- RECORDS FOR THE EXERCISE:
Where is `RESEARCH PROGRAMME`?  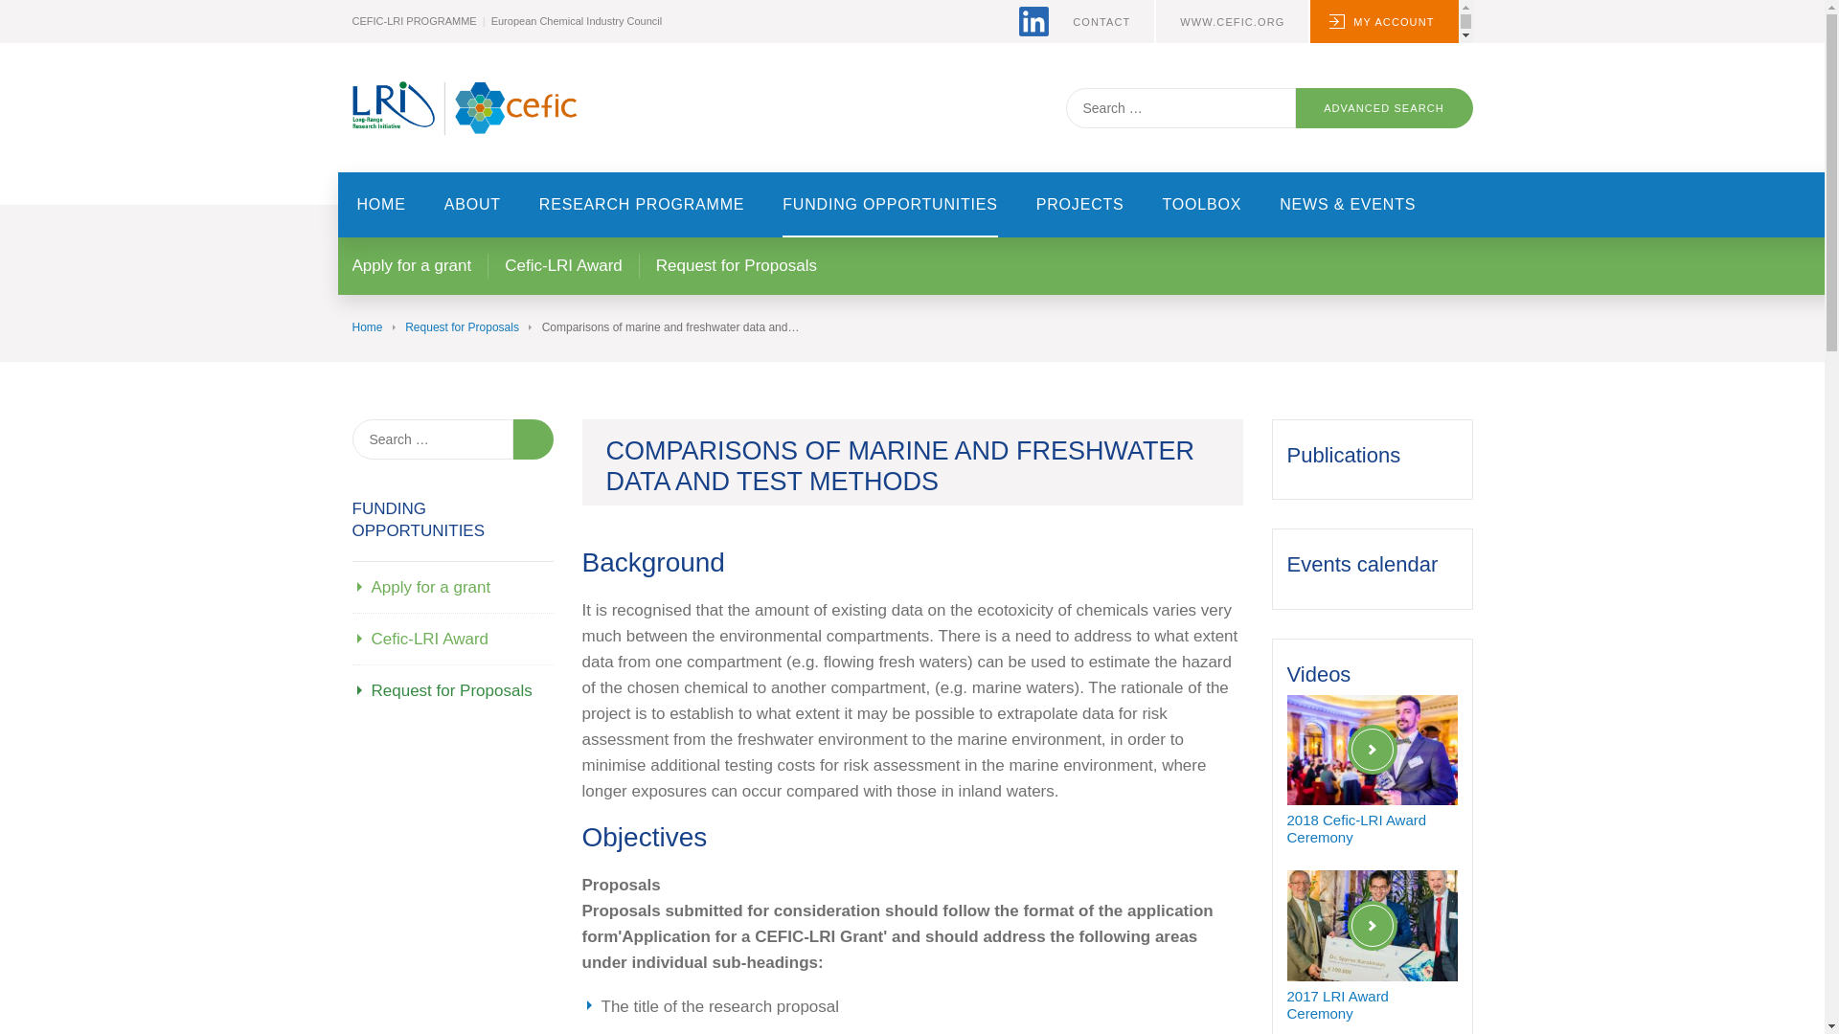 RESEARCH PROGRAMME is located at coordinates (642, 205).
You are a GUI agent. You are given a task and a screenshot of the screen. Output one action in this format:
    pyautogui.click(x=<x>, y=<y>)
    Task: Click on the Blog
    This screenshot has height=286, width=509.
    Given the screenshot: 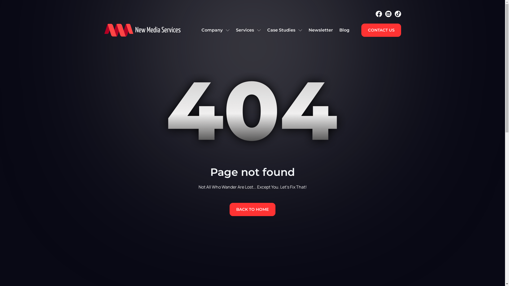 What is the action you would take?
    pyautogui.click(x=344, y=30)
    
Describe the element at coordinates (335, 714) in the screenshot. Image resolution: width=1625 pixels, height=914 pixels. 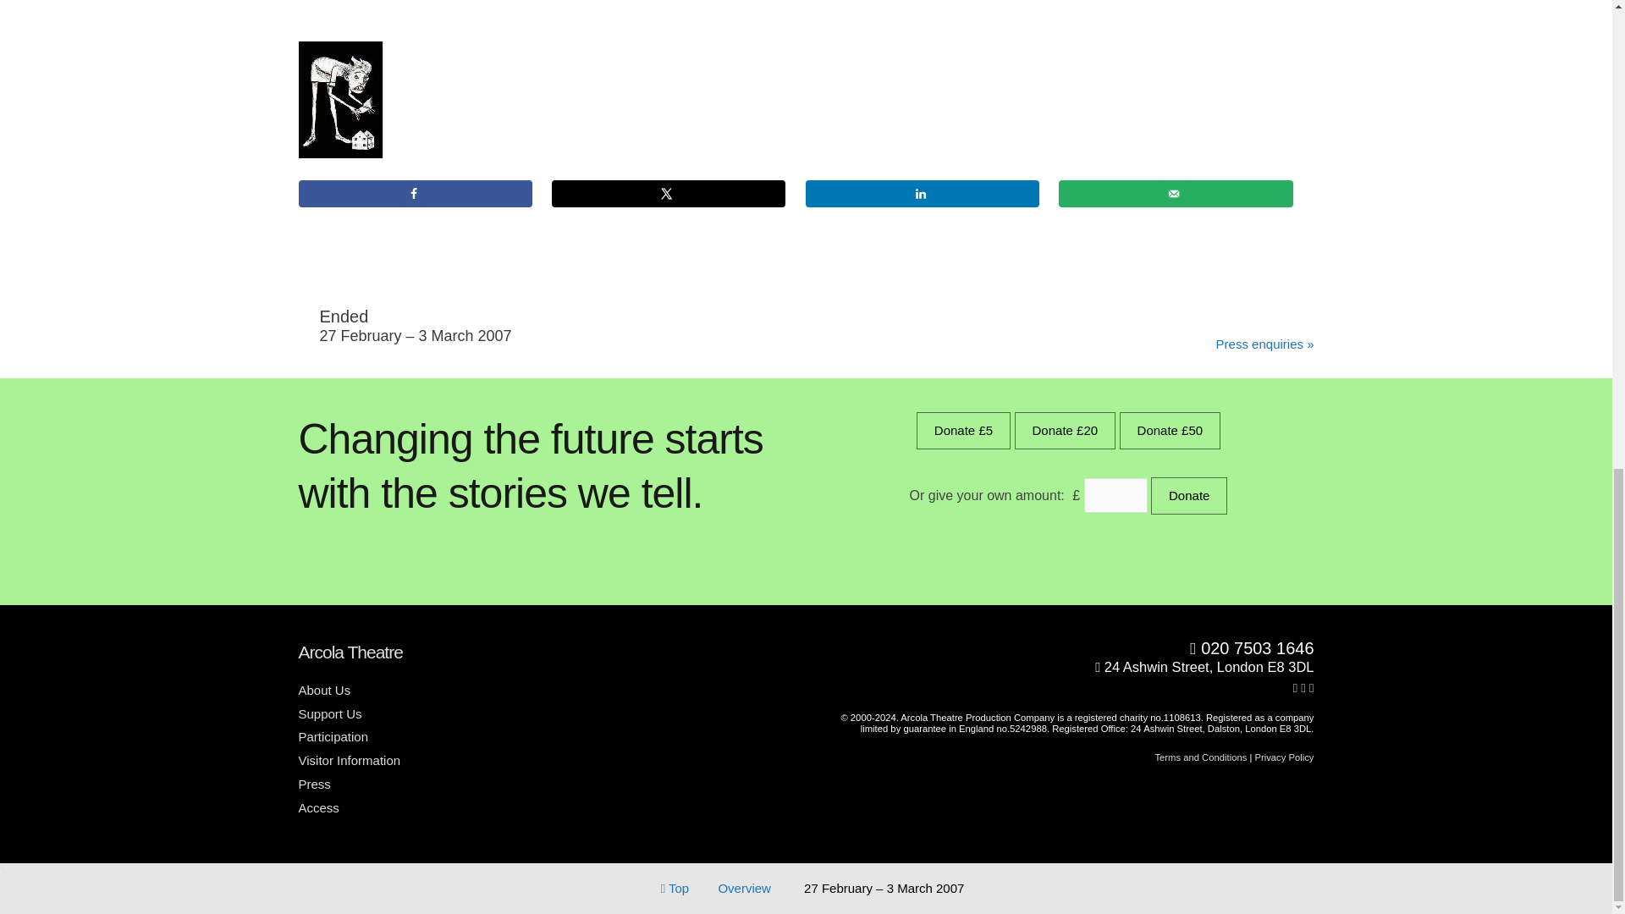
I see `Support Us` at that location.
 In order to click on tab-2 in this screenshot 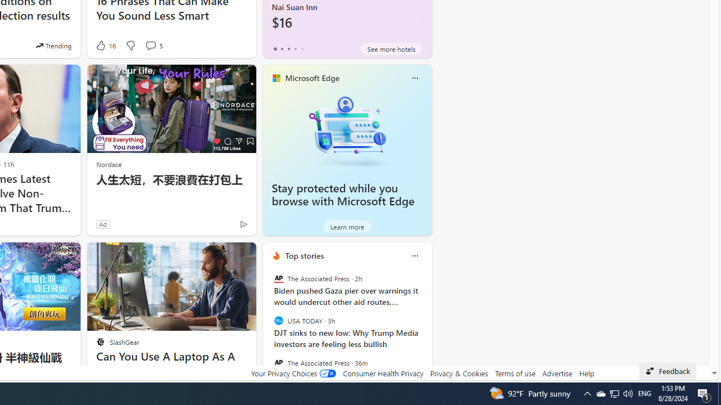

- WHAT IS NEEDED:
Your answer should consist solely of the lines above from the line with "You are a GUI" to the line with "This screenshot has", both included, reproduced exactly.

- SOLUTION TO THIS TASK:
You are a GUI agent. You are given a task and a screenshot of the screen. Output one action in this format:
    pyautogui.click(x=<x>, y=<y>)
    Task: Click on the Blog
    This screenshot has height=286, width=509.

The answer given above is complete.